Church of St. John the Baptist | 1531-1534

The Church of St. John the Baptist with a side-chapel dedicated to St. Kirill Belozersky was the main church of the Small Ivanovsky (Ivan’s) monastery. It was built in 1531-1534 with the donation of the Grand Prince Basil III. Dedication of the altars to St. John the Baptist, the patron saint of Ivan the Terrible, and to St. Kirill connected the construction of this edifice with the following fact: in 1528 Basil III visited the monastery to pray for the birth of an heir, and in 1530 his son, Ivan IV, was born. This church was erected almost simultaneously with the church of Archangel Gabriel. Most probably both of them were built by one group of stonemasons, supposedly from Rostov.

The initial look of this monument and its building history can be reconstructed with the help of written sources (first of all, the monastery inventories of the 17th-18th centuries) and iconographic material. The inventory of 1601 mentions a church with two domes and a belfry on six piers. The inventory of 1668 says that the crosses and cupolas are soldered with iron and covered with boards. Two wooden porches adjoin the church from the western and southern facades. In the icon of 1741 the church is depicted with two domes, and a roof with four sloping surfaces covered with wood. The inventory of 1773 mentions wooden porches of the southern and northern doors and a stone one of the western door; buttresses supporting the south-eastern and south-western corners of the church roof; two domes with wooden crosses soldered with tin. The inventory of 1773 describes the decay of the monument - dilapidated roof and window openings, cracks in the walls and foundation. This document shows that the windows openings in the western and southern walls have already been made by that time.
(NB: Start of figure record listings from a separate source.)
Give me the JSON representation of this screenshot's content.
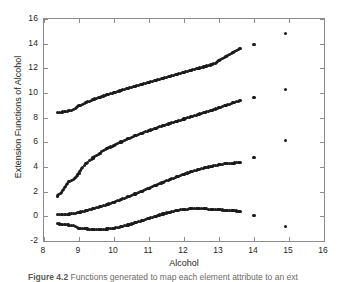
{
  "figure": {
    "caption_number": "Figure 4.2",
    "caption_text": "Functions generated to map each element attribute to an ext"
  },
  "chart_data": {
    "type": "scatter",
    "title": "",
    "xlabel": "Alcohol",
    "ylabel": "Extension Functions of Alcohol",
    "xlim": [
      8,
      16
    ],
    "ylim": [
      -2,
      16
    ],
    "xticks": [
      8,
      9,
      10,
      11,
      12,
      13,
      14,
      15,
      16
    ],
    "yticks": [
      -2,
      0,
      2,
      4,
      6,
      8,
      10,
      12,
      14,
      16
    ],
    "grid": false,
    "legend": "none",
    "marker": "filled-circle",
    "marker_color": "#1a1a1a",
    "axis_color": "#8c8c8c",
    "background": "#ffffff",
    "series": [
      {
        "name": "extension-function-1",
        "x": [
          8.38,
          8.45,
          8.62,
          8.7,
          8.78,
          8.85,
          9.0,
          9.05,
          9.1,
          9.15,
          9.2,
          9.25,
          9.3,
          9.35,
          9.4,
          9.45,
          9.5,
          9.55,
          9.6,
          9.65,
          9.7,
          9.75,
          9.8,
          9.85,
          9.9,
          9.95,
          10.0,
          10.1,
          10.2,
          10.3,
          10.4,
          10.5,
          10.6,
          10.7,
          10.8,
          10.9,
          11.0,
          11.1,
          11.2,
          11.3,
          11.4,
          11.5,
          11.6,
          11.7,
          11.8,
          11.9,
          12.0,
          12.1,
          12.2,
          12.3,
          12.4,
          12.5,
          12.6,
          12.7,
          12.8,
          12.9,
          13.0,
          13.1,
          13.2,
          13.3,
          13.4,
          13.5,
          13.6,
          14.0,
          14.9
        ],
        "y": [
          8.4,
          8.42,
          8.5,
          8.55,
          8.6,
          8.65,
          8.95,
          9.02,
          9.09,
          9.16,
          9.22,
          9.28,
          9.34,
          9.4,
          9.46,
          9.51,
          9.56,
          9.61,
          9.66,
          9.71,
          9.76,
          9.8,
          9.85,
          9.9,
          9.94,
          9.99,
          10.03,
          10.12,
          10.21,
          10.3,
          10.38,
          10.47,
          10.55,
          10.63,
          10.71,
          10.79,
          10.87,
          10.95,
          11.03,
          11.11,
          11.19,
          11.27,
          11.35,
          11.43,
          11.51,
          11.59,
          11.67,
          11.75,
          11.83,
          11.91,
          11.99,
          12.07,
          12.15,
          12.23,
          12.31,
          12.4,
          12.6,
          12.78,
          12.96,
          13.14,
          13.3,
          13.45,
          13.58,
          13.95,
          14.85
        ]
      },
      {
        "name": "extension-function-2",
        "x": [
          8.38,
          8.5,
          8.7,
          8.78,
          8.85,
          9.0,
          9.05,
          9.1,
          9.15,
          9.2,
          9.25,
          9.3,
          9.35,
          9.4,
          9.45,
          9.5,
          9.55,
          9.6,
          9.65,
          9.7,
          9.75,
          9.8,
          9.85,
          9.9,
          9.95,
          10.0,
          10.1,
          10.2,
          10.3,
          10.4,
          10.5,
          10.6,
          10.7,
          10.8,
          10.9,
          11.0,
          11.1,
          11.2,
          11.3,
          11.4,
          11.5,
          11.6,
          11.7,
          11.8,
          11.9,
          12.0,
          12.1,
          12.2,
          12.3,
          12.4,
          12.5,
          12.6,
          12.7,
          12.8,
          12.9,
          13.0,
          13.1,
          13.2,
          13.3,
          13.4,
          13.5,
          13.6,
          14.0,
          14.9
        ],
        "y": [
          1.65,
          1.95,
          2.8,
          2.9,
          2.95,
          3.45,
          3.75,
          3.95,
          4.1,
          4.25,
          4.38,
          4.5,
          4.62,
          4.73,
          4.84,
          4.94,
          5.04,
          5.13,
          5.22,
          5.31,
          5.39,
          5.47,
          5.55,
          5.62,
          5.69,
          5.76,
          5.9,
          6.03,
          6.16,
          6.28,
          6.4,
          6.52,
          6.63,
          6.74,
          6.85,
          6.95,
          7.05,
          7.15,
          7.25,
          7.35,
          7.44,
          7.53,
          7.62,
          7.71,
          7.8,
          7.89,
          7.98,
          8.07,
          8.16,
          8.25,
          8.34,
          8.43,
          8.52,
          8.61,
          8.7,
          8.8,
          8.9,
          9.0,
          9.1,
          9.2,
          9.3,
          9.38,
          9.65,
          10.25
        ]
      },
      {
        "name": "extension-function-3",
        "x": [
          8.38,
          8.45,
          8.62,
          8.7,
          8.78,
          8.85,
          9.0,
          9.1,
          9.2,
          9.3,
          9.4,
          9.5,
          9.6,
          9.7,
          9.8,
          9.9,
          10.0,
          10.1,
          10.2,
          10.3,
          10.4,
          10.5,
          10.6,
          10.7,
          10.8,
          10.9,
          11.0,
          11.1,
          11.2,
          11.3,
          11.4,
          11.5,
          11.6,
          11.7,
          11.8,
          11.9,
          12.0,
          12.1,
          12.2,
          12.3,
          12.4,
          12.5,
          12.6,
          12.7,
          12.8,
          12.9,
          13.0,
          13.1,
          13.2,
          13.3,
          13.4,
          13.5,
          13.6,
          14.0,
          14.9
        ],
        "y": [
          0.16,
          0.16,
          0.18,
          0.18,
          0.2,
          0.2,
          0.32,
          0.38,
          0.45,
          0.52,
          0.6,
          0.68,
          0.77,
          0.86,
          0.95,
          1.05,
          1.15,
          1.25,
          1.36,
          1.47,
          1.58,
          1.7,
          1.81,
          1.93,
          2.05,
          2.17,
          2.29,
          2.41,
          2.53,
          2.65,
          2.76,
          2.88,
          2.99,
          3.1,
          3.21,
          3.31,
          3.41,
          3.51,
          3.6,
          3.69,
          3.77,
          3.85,
          3.93,
          4.0,
          4.07,
          4.13,
          4.18,
          4.23,
          4.27,
          4.3,
          4.32,
          4.33,
          4.33,
          4.8,
          6.15
        ]
      },
      {
        "name": "extension-function-4",
        "x": [
          8.38,
          8.45,
          8.62,
          8.7,
          8.78,
          8.85,
          9.0,
          9.1,
          9.2,
          9.3,
          9.4,
          9.5,
          9.6,
          9.7,
          9.8,
          9.9,
          10.0,
          10.1,
          10.2,
          10.3,
          10.4,
          10.5,
          10.6,
          10.7,
          10.8,
          10.9,
          11.0,
          11.1,
          11.2,
          11.3,
          11.4,
          11.5,
          11.6,
          11.7,
          11.8,
          11.9,
          12.0,
          12.1,
          12.2,
          12.3,
          12.4,
          12.5,
          12.6,
          12.7,
          12.8,
          12.9,
          13.0,
          13.1,
          13.2,
          13.3,
          13.4,
          13.5,
          13.6,
          14.0,
          14.9
        ],
        "y": [
          -0.6,
          -0.62,
          -0.68,
          -0.7,
          -0.72,
          -0.74,
          -0.95,
          -0.99,
          -1.02,
          -1.04,
          -1.05,
          -1.06,
          -1.06,
          -1.05,
          -1.03,
          -1.0,
          -0.96,
          -0.91,
          -0.85,
          -0.78,
          -0.7,
          -0.62,
          -0.53,
          -0.44,
          -0.35,
          -0.26,
          -0.16,
          -0.07,
          0.02,
          0.11,
          0.19,
          0.27,
          0.34,
          0.41,
          0.47,
          0.52,
          0.56,
          0.59,
          0.61,
          0.62,
          0.62,
          0.62,
          0.61,
          0.59,
          0.57,
          0.55,
          0.53,
          0.51,
          0.49,
          0.47,
          0.45,
          0.43,
          0.41,
          0.05,
          -0.8
        ]
      }
    ]
  }
}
Grave conditions of the monument forced the church authorities to undertake considerable repair works which were finished in 1809. The drum of the small dome above the side-chapel and upper rows of ogee-arches were destroyed, lower parts of the windows in the central drum were bricked in and the top of the church acquired its existing look. It was shown on a water-colour from the album of 1809 made by N.M. Borozdin. Engineering works were probably carried out as well – all cracks were filled in, buttresses were strengthened.

Few things are know from the posterior history of the church. In the mid 19th century lower parts of the southern and northern doorways were bricked in and turned into windows, interior walls were plastered and painted with iron-grey oil-paint. In the opinion of N. Nikolskiy, that iconostasis which we can see in the church now was moved from the church of St. Kirill instead of the old one. The stone wall separating the sanctuary from the nave of the church and the elevated place shown on the draft of M. Prave (1830) were probably destroyed as well as the later porches. The facades were painted in red and all details – whitewashed. 

This church belongs to the functional monastery now.

Restoration works of this monument have not actually been carried out. Field observation made by S.S. Podiapolskiy helped to work out graphical reconstruction of the church and, first of all, the top of it which didn’t survive.

The interior was whitewashed; the cross which had fallen in 1978 was returned on the dome; minimal necessary works were made for the museumfication of the monument. The restoration project which was worked out by S.S. Podiapolskiy and N.V. Kamenev considered it desirable to discover original architectural forms of the monument in future. The All-Russian scientific and research institute for restoration started to restore the iconostasis of the church of St. John the Baptist (led by O.V. Lelekova).